Naif.Blog 10. Tag Helpers (part 2)

Category: ASP.NET Core
Last Modified: Aug 28 2018
Aug 28 2018

In a previous post, I introduced the concept of Tag Helpers in ASP.NET Core.  In this post I will show how you can create your own Tag Helper.  As an example I will rewrite my User Profile ViewComponent as a Tag Helper.  As I mentioned in the previous post I can use the User Profile View Component as a Tag Helper by using the built-in ViewComponent Tag Helper, but this exercise will show how we can build it as a pure Tag Helper.

The first thing to decide is the syntax we are going to use in mark-up.  Tag Helpers support the use of custom element names and/or custom attribute names. I can use an existing element, like “section” or “div" or I could create a new custom element, for example <nb-user-profile> following the kebab casing strategy used for Tag Helpers.  I have decided that for this example I will use the div element and add custom attributes.

The User Profile View Component

The gist below shows the existing code in the User Profile View Component.

The code in the ViewComponent class shows that I could place (hide?) all the logic inside the Tag Helper class, but I would like to keep this Tag Helper as flexible as possible and I would like to expose some attributes to demonstrate how Tag Helpers are built. So the goal of my tag helper will be to replace the View markup in the gist above by the following markup.

Note that because we are targeting a generic Html element it is important to namespace the attributes to avoid possible ambiguity when multiple Tag Helpers are defined which target the same element.

Creating the User Profile Tag Helper class

The gist below shows the basic code required to support the markup required.

The HtmlTargetElement attribute applied to the class identifies the element which we are using for the Tag Helper and the Attributes parameter identifies the required attributes.  For the purposes of this example I am only going to require that the nb-profile-name attribute be present.  The attributes themselves are mapped to properties of the class using the HtmlAttributeName attribute.  This allows the Tag Helper attributes to show up in Intellisense (see below)

NaifBlog10_Intellisense


The TagHelper base class provides two methods that you can override to implement your functionality – Process and ProcessAsync.  If your Tag Helper needed an Http call to collect data for example, a task that is asynchronous then you should probably override the ProcessAsync method, but in this example there is nothing asynchronous so I will overload the Process method (see he gist below)

The method is fairly straightforward - we just build the required markup and insert the properties as required.

The gist above shows how the Tag Helper can be used.

Summary

Tag Helpers are a useful addition to the ASP.NET Core developers arsenal, and they makes it much easier to divide the development responsibility between HTML designers and developers for big applications.

Source

The source for Naif.Blog can be found at https://github.com/cnurse/Naif.Blog.  If you want to find the state of the repository used in this post then you can find that at the tagged release v0.6.0 (https://github.com/cnurse/Naif.Blog/releases/tag/v0.6.0)

Disclaimer

The opinions expressed herein are my own personal opinions and do not represent my employer's view in anyway.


» What this task involves: Please show every line in the entries below that includes the word "Limited".

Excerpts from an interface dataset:
● ● ● ● ●

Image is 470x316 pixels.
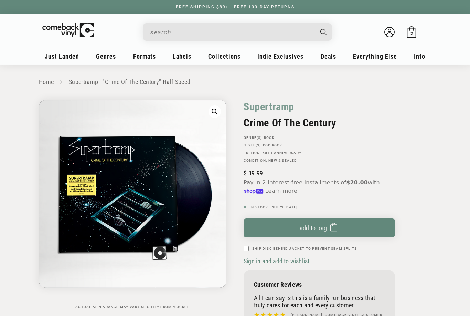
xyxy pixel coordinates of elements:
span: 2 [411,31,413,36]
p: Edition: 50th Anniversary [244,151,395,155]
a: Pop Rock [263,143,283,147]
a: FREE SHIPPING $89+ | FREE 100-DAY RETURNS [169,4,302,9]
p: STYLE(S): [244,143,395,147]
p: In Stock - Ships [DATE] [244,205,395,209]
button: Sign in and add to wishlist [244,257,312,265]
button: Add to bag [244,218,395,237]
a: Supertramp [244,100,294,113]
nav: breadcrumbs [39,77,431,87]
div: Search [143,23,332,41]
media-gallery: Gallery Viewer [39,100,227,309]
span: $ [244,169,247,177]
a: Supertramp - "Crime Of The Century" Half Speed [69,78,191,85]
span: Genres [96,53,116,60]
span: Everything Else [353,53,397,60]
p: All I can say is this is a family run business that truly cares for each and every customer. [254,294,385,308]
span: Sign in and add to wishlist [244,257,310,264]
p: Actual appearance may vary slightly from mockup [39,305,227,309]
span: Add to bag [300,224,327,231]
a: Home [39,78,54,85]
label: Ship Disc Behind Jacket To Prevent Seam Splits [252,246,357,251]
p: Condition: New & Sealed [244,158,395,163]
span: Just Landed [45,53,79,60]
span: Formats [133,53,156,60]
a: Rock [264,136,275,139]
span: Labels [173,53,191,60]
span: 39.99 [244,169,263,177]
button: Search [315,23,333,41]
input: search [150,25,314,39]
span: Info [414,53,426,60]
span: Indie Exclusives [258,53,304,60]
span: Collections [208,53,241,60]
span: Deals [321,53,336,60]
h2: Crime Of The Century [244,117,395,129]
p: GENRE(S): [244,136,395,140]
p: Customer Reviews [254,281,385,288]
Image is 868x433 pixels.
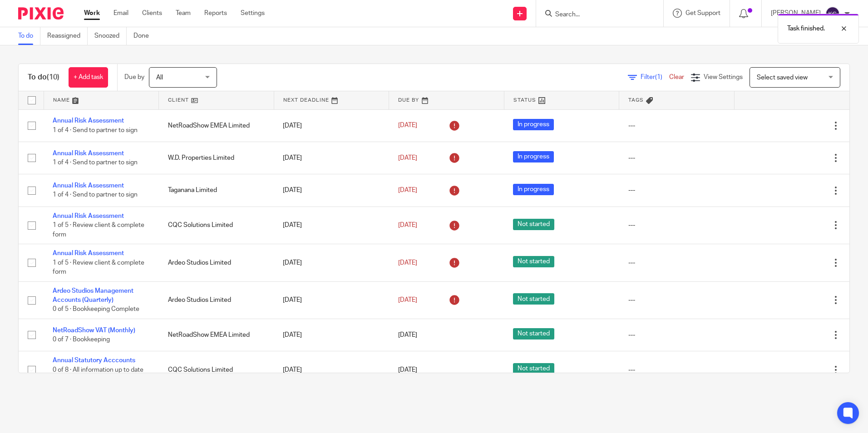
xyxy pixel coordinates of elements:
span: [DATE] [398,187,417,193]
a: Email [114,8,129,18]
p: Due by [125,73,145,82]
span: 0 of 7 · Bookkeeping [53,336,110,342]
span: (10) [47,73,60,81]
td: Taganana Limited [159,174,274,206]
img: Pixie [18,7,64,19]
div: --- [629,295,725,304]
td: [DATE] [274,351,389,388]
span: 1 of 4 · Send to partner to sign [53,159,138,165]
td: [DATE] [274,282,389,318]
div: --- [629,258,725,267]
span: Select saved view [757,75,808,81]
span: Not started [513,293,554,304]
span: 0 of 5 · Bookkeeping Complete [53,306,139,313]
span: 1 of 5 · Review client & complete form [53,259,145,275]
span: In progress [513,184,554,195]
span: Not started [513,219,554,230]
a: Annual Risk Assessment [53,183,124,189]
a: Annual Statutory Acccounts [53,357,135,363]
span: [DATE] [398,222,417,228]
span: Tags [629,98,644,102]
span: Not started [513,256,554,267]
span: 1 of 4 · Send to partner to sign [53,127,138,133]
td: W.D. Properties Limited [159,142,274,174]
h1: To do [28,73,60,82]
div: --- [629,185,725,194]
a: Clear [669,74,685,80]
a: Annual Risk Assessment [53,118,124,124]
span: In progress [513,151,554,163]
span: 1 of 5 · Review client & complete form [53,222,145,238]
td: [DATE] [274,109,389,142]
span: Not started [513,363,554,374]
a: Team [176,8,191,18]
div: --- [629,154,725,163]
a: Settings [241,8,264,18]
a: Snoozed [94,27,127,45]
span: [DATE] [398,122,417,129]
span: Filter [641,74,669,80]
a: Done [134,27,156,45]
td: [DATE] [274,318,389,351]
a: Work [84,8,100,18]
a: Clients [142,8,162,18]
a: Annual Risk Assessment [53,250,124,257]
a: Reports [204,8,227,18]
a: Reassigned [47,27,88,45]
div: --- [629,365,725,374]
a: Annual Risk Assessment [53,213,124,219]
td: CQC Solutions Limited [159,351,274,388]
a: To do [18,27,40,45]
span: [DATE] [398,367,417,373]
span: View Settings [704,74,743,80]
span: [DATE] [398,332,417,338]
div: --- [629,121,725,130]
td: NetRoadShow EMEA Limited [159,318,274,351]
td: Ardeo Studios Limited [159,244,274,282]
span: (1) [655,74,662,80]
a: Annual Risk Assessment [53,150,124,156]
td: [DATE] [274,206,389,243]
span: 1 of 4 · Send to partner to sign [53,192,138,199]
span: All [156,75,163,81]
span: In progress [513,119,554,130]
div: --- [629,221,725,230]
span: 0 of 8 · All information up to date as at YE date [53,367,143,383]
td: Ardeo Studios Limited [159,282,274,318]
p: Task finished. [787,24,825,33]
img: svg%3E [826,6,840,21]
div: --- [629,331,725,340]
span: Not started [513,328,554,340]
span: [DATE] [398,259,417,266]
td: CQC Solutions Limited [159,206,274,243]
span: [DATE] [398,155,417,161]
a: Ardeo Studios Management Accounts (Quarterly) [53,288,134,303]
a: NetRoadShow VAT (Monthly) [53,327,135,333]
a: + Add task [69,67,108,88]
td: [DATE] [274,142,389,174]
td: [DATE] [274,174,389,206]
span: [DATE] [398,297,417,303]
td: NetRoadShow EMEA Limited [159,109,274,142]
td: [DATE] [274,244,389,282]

● ● ● ● ●

» Answer for the task:
td: Taganana Limited [159,174,274,206]
td: W.D. Properties Limited [159,142,274,174]
td: CQC Solutions Limited [159,351,274,388]
td: NetRoadShow EMEA Limited [159,318,274,351]
td: Ardeo Studios Limited [159,244,274,282]
td: Ardeo Studios Limited [159,282,274,318]
td: CQC Solutions Limited [159,206,274,243]
td: NetRoadShow EMEA Limited [159,109,274,142]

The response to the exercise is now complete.